Control of Baiji neighbourhoods has changed hands many times during the conflict. The latest Islamic State offensive comes after authorities said they controlled nearly the whole town and expected to drive insurgents from the refinery within days.
The militants attacked around 8 pm (1700 GMT) on Saturday with two suicide car bombings. The blasts were followed by fierce clashes that lasted until midnight and drove the army and mainly Hashd Shaabi forces from the centre of town, two army colonels said.
Baiji mayor Mahmoud al-Jabouri said there had been a pattern of withdrawals by Islamic State fighters in the town followed by counter-offensives. “Their lethal weapons are suicide attacks and snipers, and this is why we have fighting back and forth.”
Army officers said the army and Hashd groups were preparing a response. “Islamic State fighters are still holding positions in three neighbourhoods in Baiji and they are still receiving reinforcements,” said one of the army colonels.
In Anbar province west of Baghdad, witnesses said two rockets hit a crowd in the Islamic State-controlled provincial capital Ramadi on Saturday evening, killing at least 18 people.
They said a group of people had gathered after the daily Ramadan fast to play Muhaibis, a game where players have to identify a member of the opposing team who is hiding a ring.

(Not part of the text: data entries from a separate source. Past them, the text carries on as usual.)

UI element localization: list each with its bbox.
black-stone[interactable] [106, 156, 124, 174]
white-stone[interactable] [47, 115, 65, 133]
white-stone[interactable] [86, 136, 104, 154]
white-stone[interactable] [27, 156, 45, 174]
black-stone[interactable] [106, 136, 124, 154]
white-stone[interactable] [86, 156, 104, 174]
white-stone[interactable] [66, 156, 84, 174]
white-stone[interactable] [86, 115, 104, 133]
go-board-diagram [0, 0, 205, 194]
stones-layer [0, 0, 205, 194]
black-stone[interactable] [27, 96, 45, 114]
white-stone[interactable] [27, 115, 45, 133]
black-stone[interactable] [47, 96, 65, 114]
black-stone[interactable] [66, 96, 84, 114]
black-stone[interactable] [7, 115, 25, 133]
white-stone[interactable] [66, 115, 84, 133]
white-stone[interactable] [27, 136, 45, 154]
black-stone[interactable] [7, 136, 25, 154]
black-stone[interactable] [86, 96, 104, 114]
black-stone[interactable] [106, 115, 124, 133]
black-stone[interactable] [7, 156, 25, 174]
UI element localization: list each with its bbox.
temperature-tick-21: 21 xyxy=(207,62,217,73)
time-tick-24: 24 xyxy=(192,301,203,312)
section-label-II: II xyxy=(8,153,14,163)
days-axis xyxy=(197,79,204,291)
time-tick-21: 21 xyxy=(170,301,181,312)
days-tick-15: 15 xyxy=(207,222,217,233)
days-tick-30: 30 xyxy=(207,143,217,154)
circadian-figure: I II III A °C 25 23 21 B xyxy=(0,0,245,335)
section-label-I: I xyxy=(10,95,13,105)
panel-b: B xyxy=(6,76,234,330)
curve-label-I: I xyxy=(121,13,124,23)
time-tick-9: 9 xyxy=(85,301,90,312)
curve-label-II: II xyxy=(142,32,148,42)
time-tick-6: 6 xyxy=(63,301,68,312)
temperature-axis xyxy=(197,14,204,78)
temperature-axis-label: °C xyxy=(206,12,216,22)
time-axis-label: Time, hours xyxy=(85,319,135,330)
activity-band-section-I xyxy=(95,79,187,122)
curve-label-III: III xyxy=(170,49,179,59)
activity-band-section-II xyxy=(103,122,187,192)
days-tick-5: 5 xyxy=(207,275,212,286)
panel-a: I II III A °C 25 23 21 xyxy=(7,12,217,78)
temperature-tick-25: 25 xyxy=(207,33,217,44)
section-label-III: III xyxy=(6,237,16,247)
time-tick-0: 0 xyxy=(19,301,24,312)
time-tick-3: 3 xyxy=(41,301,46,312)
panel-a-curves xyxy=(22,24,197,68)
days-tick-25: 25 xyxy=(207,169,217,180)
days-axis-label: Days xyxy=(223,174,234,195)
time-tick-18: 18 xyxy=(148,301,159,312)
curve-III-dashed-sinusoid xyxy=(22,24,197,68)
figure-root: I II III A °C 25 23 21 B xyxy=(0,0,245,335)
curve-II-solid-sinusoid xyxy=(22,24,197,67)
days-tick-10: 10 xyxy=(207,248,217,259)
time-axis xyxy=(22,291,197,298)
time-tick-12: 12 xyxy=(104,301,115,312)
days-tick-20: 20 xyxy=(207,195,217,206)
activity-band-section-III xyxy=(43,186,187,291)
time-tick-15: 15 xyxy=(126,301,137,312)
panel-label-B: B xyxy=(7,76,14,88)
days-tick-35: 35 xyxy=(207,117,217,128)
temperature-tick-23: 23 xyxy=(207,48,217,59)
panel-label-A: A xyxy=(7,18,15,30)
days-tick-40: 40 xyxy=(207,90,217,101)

“I heard a blast and saw fire coming from Dolphin Square. I ran to the place and saw vehicles carrying bodies and wounded covered with blood. They were innocent people playing a ring game; they were not making bombs,” said Haj Thamir Ahmed, a Ramadi resident who lives nearby.
In northwest Baghdad, at least three people were killed and 11 wounded when a bomb went off near a restaurant in the mainly Shia district of Shulaa on Sunday morning, police and medical sources said. Another two people were killed by a bomb in Hussainiya on the city’s northern outskirts.
There was no immediate claim of responsibility for those attacks, but statements in the name of Islamic State said the group carried car bombings on Saturday evening in Baghdad and Balad Roz which killed 10 people.